Thursday, 25 June 2015 06:00

Dairy price rise pushed out

Written by 

The treasury is ruling out an early end to low dairy prices.

Speaking to parliament’s finance and expenditure select committee last week, the secretary for the Treasury, Gabriel Makhlouf, predicted dairy prices would stay lower for longer. This conflicts with a forecast a few days ago by MPI that the farmgate milk price for the year to May 2016 would be $5.62/kgMS; Fonterra is forecasting a milk price of $5.25/kgMS.

Makhlouf told the committee that dairy prices have fallen at each of the five Global Dairy Trade auctions since the treasury’s forecasts were finalised for the Budget Economic and Fiscal Update. He says Fonterra has twice revised downwards its farmgate milk price for the season just finished. 

“While we anticipated continuing weakness in dairy prices in our forecasts, there is now a greater risk that prices could take longer to pick up, with the recovery starting later this year or in early 2016, rather than in the second half of this year as anticipated.”

Makhlouf says while this may not affect production levels and economic activity, it would lower the terms of trade and slow growth in the total dollar value of goods and services. 

The current low dairy prices have been offset to some degree by shifts in the exchange rate, Makhlouf points out. The NZ$ has depreciated against the US$, largely reflecting the improving outlook for the US economy and in expectation that interest rates will soon rise there, and monetary policy ease in NZ. 

More like this

Dairy prices on the rise

Dairy prices have risen for five consecutive Global Dairy Trade (GDT) auctions, which augurs well for this season’s milk price.

Returns lift, costs down - DairyNZ

The outlook for dairy farmers this season has improved, especially when compared to forecasts only six months ago, according to DairyNZ.

Featured

Horticulture exports hit $8.4B, surge toward $10B by 2029

A brilliant result and great news for growers and regional economies. That's how horticulture sector leaders are describing the news that sector exports for the year ended June 30 will reach $8.4 billion - an increase of 19% on last year and is forecast to hit close to $10 billion in 2029.

National

Machinery & Products

Farming smarter with technology

The National Fieldays is an annual fixture in the farming calendar: it draws in thousands of farmers, contractors, and industry…

» Latest Print Issues Online

Milking It

110,000 visitors!

OPINION: It's official, Fieldays 2025 clocked 110,000 visitors over the four days.

Sticky situation

OPINION: The Federated Farmers rural advocacy hub at Fieldays has been touted as a great success.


▸ What is required
State, as a single number, how many lines in the data below contain "branch".

▸ Entries supplied
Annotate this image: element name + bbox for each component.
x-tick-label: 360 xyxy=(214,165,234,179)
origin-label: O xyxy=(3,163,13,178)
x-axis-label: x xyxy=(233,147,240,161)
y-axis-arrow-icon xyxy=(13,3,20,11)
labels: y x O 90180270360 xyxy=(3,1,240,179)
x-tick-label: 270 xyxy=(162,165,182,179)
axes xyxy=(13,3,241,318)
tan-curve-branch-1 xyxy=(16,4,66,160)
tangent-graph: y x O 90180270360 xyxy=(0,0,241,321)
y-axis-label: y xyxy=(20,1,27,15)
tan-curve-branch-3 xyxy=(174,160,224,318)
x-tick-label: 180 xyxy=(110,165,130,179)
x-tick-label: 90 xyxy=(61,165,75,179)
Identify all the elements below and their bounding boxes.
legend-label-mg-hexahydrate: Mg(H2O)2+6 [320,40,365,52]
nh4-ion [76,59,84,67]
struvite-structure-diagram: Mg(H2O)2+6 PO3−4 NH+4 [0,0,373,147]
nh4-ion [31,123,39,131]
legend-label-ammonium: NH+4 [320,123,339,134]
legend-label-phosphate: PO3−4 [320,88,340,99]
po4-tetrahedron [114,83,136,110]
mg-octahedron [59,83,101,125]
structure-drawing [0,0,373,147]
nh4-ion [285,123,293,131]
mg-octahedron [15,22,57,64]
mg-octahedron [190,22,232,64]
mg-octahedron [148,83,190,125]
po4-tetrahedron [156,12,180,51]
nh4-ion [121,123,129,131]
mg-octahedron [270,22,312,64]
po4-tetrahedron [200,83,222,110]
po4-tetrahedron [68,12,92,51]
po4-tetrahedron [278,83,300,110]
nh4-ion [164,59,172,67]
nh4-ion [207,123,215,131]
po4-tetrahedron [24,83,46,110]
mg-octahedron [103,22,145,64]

▸ Exercise output
2